A Pocket Guide to Defiance
This small, plain-covered book with the title A Pocket Guide Against Air-Raid Attacks was published in the Hebrew year of 5701, between 1940 and 1941. On the surface, it’s unremarkable. This was the middle of World War Two, and recent events had made such a guide necessary.
The skies over the Land of Israel were no longer safe. In the summer of 1940, residents of Haifa heard air raid sirens for the first time. A sound that would become familiar to generations of Israelis in the decades that followed. As it sadly does to this day.
Italy, under Mussolini and allied with Nazi Germany, had entered the war in June 1940. Within weeks, Italian bombers began targeting British-controlled Mandatory Palestine.
On 15 July 1940, five Italian bombers struck installations in Haifa, setting fire to three oil storage tanks and damaging one of the city’s power stations. One Arab civilian was killed.
Ten Italian bombers returned on 24 July, dropping fifty bombs on eastern Haifa and its oil infrastructure, starting huge fires and blocking the refinery’s production for almost a month. Twenty-eight Arabs, fifteen Jewish civilians and a British police officer were killed.
Between August and early September, four further raids on Haifa caused little damage and no casualties. Then, on 9 September, six bombers flying from Rhodes intended to strike Haifa once more – but British fighter aircraft turned them back. The bombers redirected towards Tel Aviv, aiming for the port, but instead struck residential areas. One hundred and seventeen Jewish civilians were killed, along with seven Arab civilians, and one Australian soldier. One Italian bomber was shot down.
Within this context, a civilian air raid guide would have made perfect sense. But on closer inspection, this book is not what it first appears to be.
One clue is in the publisher’s name printed at the bottom of the cover: Cherut L’Am – Freedom for the People. No evidence exists of a legitimate publishing house by that name in 1940 or 1941. Almost certainly, it was fictitious. A name chosen deliberately as a statement of defiance.
Open the book and the title page tells a completely different story.
Patria An eternal monument to Harold McMichael Responsible for the suffering and death of our brothers Two eyewitnesses testify
This was not an air raid guide. The title was a deliberate ruse, designed to evade British censorship and protect those responsible for its publication.

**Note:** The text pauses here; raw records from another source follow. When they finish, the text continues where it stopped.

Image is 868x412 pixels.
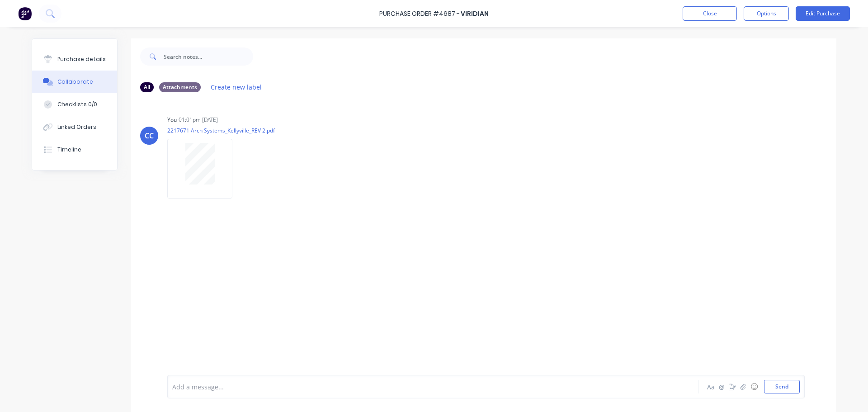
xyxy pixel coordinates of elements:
[796,6,850,21] button: Edit Purchase
[32,139,117,161] button: Timeline
[57,100,97,108] div: Checklists 0/0
[744,6,789,21] button: Options
[178,116,218,124] div: 01:01pm [DATE]
[57,123,96,131] div: Linked Orders
[57,78,93,86] div: Collaborate
[145,131,153,141] div: CC
[32,116,117,139] button: Linked Orders
[140,83,153,92] div: All
[57,55,105,64] div: Purchase details
[705,382,716,392] button: Aa
[167,127,275,135] p: 2217671 Arch Systems_Kellyville_REV 2.pdf
[57,145,81,154] div: Timeline
[748,382,759,392] button: ☺
[18,7,32,20] img: Factory
[683,6,737,21] button: Close
[206,81,267,93] button: Create new label
[32,70,117,93] button: Collaborate
[379,9,460,18] div: Purchase Order #4687 -
[32,93,117,116] button: Checklists 0/0
[167,116,176,124] div: You
[716,382,727,392] button: @
[159,83,201,92] div: Attachments
[764,380,800,394] button: Send
[460,9,489,18] div: Viridian
[32,48,117,70] button: Purchase details
[164,47,253,66] input: Search notes...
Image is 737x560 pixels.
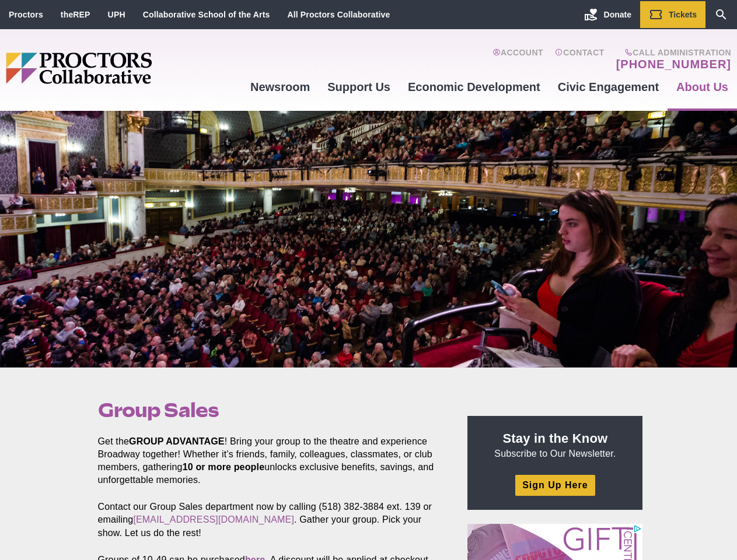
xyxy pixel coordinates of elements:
[616,57,731,72] a: [PHONE_NUMBER]
[515,475,595,496] a: Sign Up Here
[668,10,697,19] span: Tickets
[133,515,294,524] a: [EMAIL_ADDRESS][DOMAIN_NAME]
[554,48,604,72] a: Contact
[492,48,543,72] a: Account
[108,10,126,19] a: UPH
[399,72,549,103] a: Economic Development
[241,72,318,103] a: Newsroom
[183,462,265,472] strong: 10 or more people
[98,500,441,539] p: Contact our Group Sales department now by calling (518) 382-3884 ext. 139 or emailing . Gather yo...
[287,10,390,19] a: All Proctors Collaborative
[318,72,399,103] a: Support Us
[98,435,441,487] p: Get the ! Bring your group to the theatre and experience Broadway together! Whether it’s friends,...
[503,431,608,446] strong: Stay in the Know
[143,10,270,19] a: Collaborative School of the Arts
[667,72,737,103] a: About Us
[481,430,628,460] p: Subscribe to Our Newsletter.
[640,1,705,28] a: Tickets
[575,1,640,28] a: Donate
[128,436,225,446] strong: GROUP ADVANTAGE
[604,10,631,19] span: Donate
[705,1,737,28] a: Search
[612,48,731,57] span: Call Administration
[6,52,241,84] img: Proctors logo
[9,10,43,19] a: Proctors
[549,72,667,103] a: Civic Engagement
[98,399,441,421] h1: Group Sales
[61,10,91,19] a: theREP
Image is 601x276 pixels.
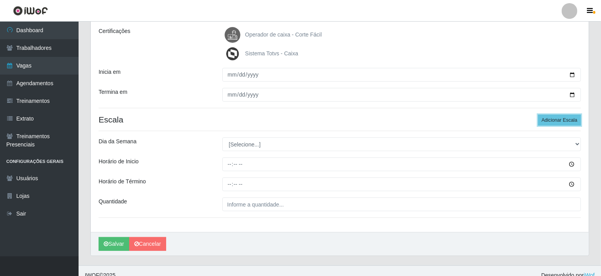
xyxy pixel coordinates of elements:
[222,88,581,102] input: 00/00/0000
[129,237,166,251] a: Cancelar
[222,157,581,171] input: 00:00
[225,27,243,43] img: Operador de caixa - Corte Fácil
[99,198,127,206] label: Quantidade
[99,177,146,186] label: Horário de Término
[99,237,129,251] button: Salvar
[222,177,581,191] input: 00:00
[225,46,243,62] img: Sistema Totvs - Caixa
[99,137,137,146] label: Dia da Semana
[245,50,298,57] span: Sistema Totvs - Caixa
[99,27,130,35] label: Certificações
[538,115,581,126] button: Adicionar Escala
[13,6,48,16] img: CoreUI Logo
[99,157,139,166] label: Horário de Inicio
[99,88,127,96] label: Termina em
[99,68,121,76] label: Inicia em
[222,198,581,211] input: Informe a quantidade...
[245,31,322,38] span: Operador de caixa - Corte Fácil
[99,115,581,124] h4: Escala
[222,68,581,82] input: 00/00/0000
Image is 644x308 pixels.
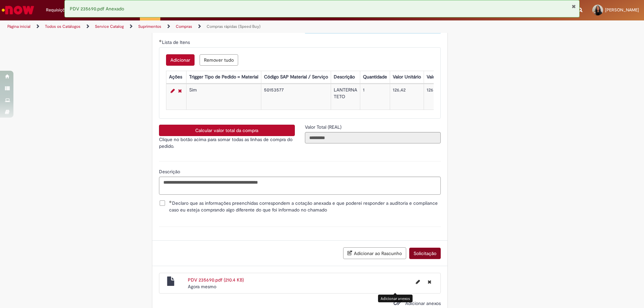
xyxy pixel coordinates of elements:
button: Editar nome de arquivo PDV 235690.pdf [412,277,424,287]
button: Adicionar ao Rascunho [343,247,406,259]
button: Fechar Notificação [572,4,576,9]
button: Solicitação [409,248,441,259]
th: Quantidade [360,71,390,83]
time: 29/08/2025 16:54:25 [188,283,216,289]
div: Adicionar anexos [378,295,412,303]
a: Compras rápidas (Speed Buy) [207,24,261,29]
span: Somente leitura - Valor Total (REAL) [305,124,343,130]
th: Valor Total Moeda [424,71,466,83]
span: PDV 235690.pdf Anexado [70,6,124,12]
a: Suprimentos [138,24,162,29]
a: Página inicial [7,24,31,29]
span: Requisições [46,7,69,13]
span: Agora mesmo [188,283,216,289]
span: Lista de Itens [162,39,192,45]
input: Valor Total (REAL) [305,132,441,143]
th: Descrição [331,71,360,83]
span: Obrigatório Preenchido [159,39,162,42]
img: ServiceNow [1,3,35,17]
a: Remover linha 1 [176,87,184,95]
button: Excluir PDV 235690.pdf [424,277,436,287]
a: Todos os Catálogos [45,24,81,29]
a: Compras [176,24,192,29]
td: 50153577 [261,84,331,110]
td: Sim [186,84,261,110]
button: Add a row for Lista de Itens [166,54,195,66]
span: Descrição [159,169,182,175]
label: Somente leitura - Valor Total (REAL) [305,124,343,131]
button: Calcular valor total da compra [159,125,295,136]
th: Código SAP Material / Serviço [261,71,331,83]
td: 126,42 [424,84,466,110]
span: Adicionar anexos [405,301,441,307]
ul: Trilhas de página [5,21,424,33]
td: 126,42 [390,84,424,110]
td: 1 [360,84,390,110]
button: Remove all rows for Lista de Itens [200,54,238,66]
td: LANTERNA TETO [331,84,360,110]
span: Declaro que as informações preenchidas correspondem a cotação anexada e que poderei responder a a... [169,200,441,213]
textarea: Descrição [159,177,441,195]
a: Service Catalog [95,24,124,29]
a: Editar Linha 1 [169,87,176,95]
span: [PERSON_NAME] [605,7,639,13]
a: PDV 235690.pdf (210.4 KB) [188,277,244,283]
th: Valor Unitário [390,71,424,83]
p: Clique no botão acima para somar todas as linhas de compra do pedido. [159,136,295,149]
span: Obrigatório Preenchido [169,201,172,203]
th: Ações [166,71,186,83]
th: Trigger Tipo de Pedido = Material [186,71,261,83]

I discovered this book at the National Library of Israel while researching my latest novel, Another Shore. The novel is based on the true story of the SS Atlantic, carrying 1,800 Jewish refugees who arrived in Haifa Bay in November 1940 after a three-month journey fleeing Nazi-occupied Europe, hoping to find safety in Eretz Israel. Instead of permission to disembark, the British announced they were to be transferred to the SS Patria for temporary quarantine. Was it really quarantine – or was this deception? And then, the following morning, tragedy struck.
The Patria disaster and the subsequent events at the Atlit Detention Camp are two of the pivotal moments in the novel. And here, in this disguised little book, were the voices of two people who witnessed both.
Harold McMichael was at the time the British High Commissioner for Mandatory Palestine. The word “monument” was not chosen to honor him. It was chosen to hold him accountable.
Their testimony relates what took place on the Patria, and later at the Atlit Detention Camp. The betrayal. The brutality. Visited upon Jewish refugees who had fled persecution and the horrors of the Shoah, seeking safety in their ancestral homeland.
This little book was largely forgotten. Between its plain covers it holds an extraordinary secret – voices that could not be silenced.
Alongside many other testimonies, diaries, and oral accounts, their words helped shape characters in my novel. These two anonymous witnesses recorded what they had seen at great personal risk. They bore witness so that their story would not be forgotten. In an age when the history of this period is increasingly contested and distorted, that feels more important than ever.
Their names are lost. Their words are not.